See, in Kigali, we have hawkers and street vendors all over town who operate unbothered, except they represent the interests of big telephone, banks, water and electricity companies. As for hardworking single mothers trying to raise two, at times three children on their own, they are victims to daily bother from all sorts of city kings and kinglets.

You see, when faced with intractable, complex socio-economic questions, states tend to use the easiest tool at their disposal, which is legislation. However, people do not graduate from informal to formal sector by a stroke of pen on paper, nor the sight of ubiquitous men in uniform. Sex workers wouldn’t have abandoned sex work because parliament said it is bad.

People in precarity aren’t usually there by choice. Societal issues are only addressed by societal solutions.

To be fair, it isn’t that the city isn’t offering alternatives. A number of nice little marketplaces for former street vendors have just been built around Kigali. Not least, the Ubudehe and Sacco — poverty graduation schemes — have helped access to micro-loans and growth for many former street vendors. However if there is still demand for street vending, then there must be a non-coercive, convenient response. Law and fines are ridiculous. Street vending is an honourable job; it is not at all criminal.

Throughout history informal trading has raised families, sent children to school and ensured social stability. The young Tunisian who set himself on fire was a university graduate, yet a street vendor.

All in all socio-economic rights are subject to progressive realisation.
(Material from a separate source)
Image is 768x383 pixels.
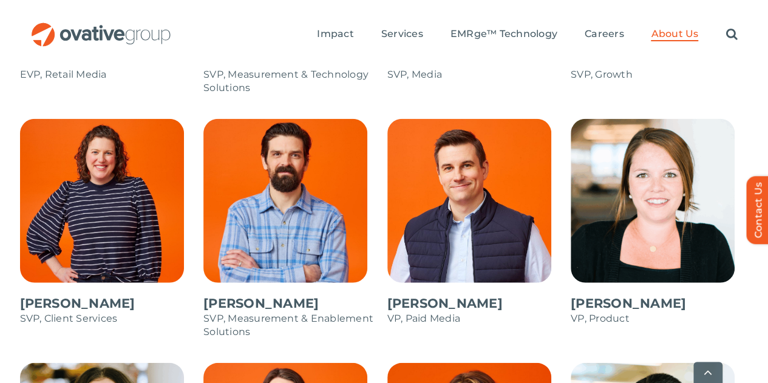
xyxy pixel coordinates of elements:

The urge for city modernity too, must be subjected to progressive realisation; at the pace of its residents.

I was rooting for the Car-free Zone, because I hoped it’d be the place for colourful open markets and magic tricks, like in every city in the world, I was wrong. To those who lived in the areas mentioned above, the cat and mouse chase between agents of order and hawkers today, is the same that was experienced by sex workers then.

It must stop. I long for the day when the police will protect street vendors; the day that hawking will be decriminalised.

Rwandan lawmakers are progressive.

I will end with my favourite maxim: “The ethical tone of a society should be judged, not by how it treats its strongest, most privileged, most powerful members, but by how it treats its weakest, most vulnerable and most in need.”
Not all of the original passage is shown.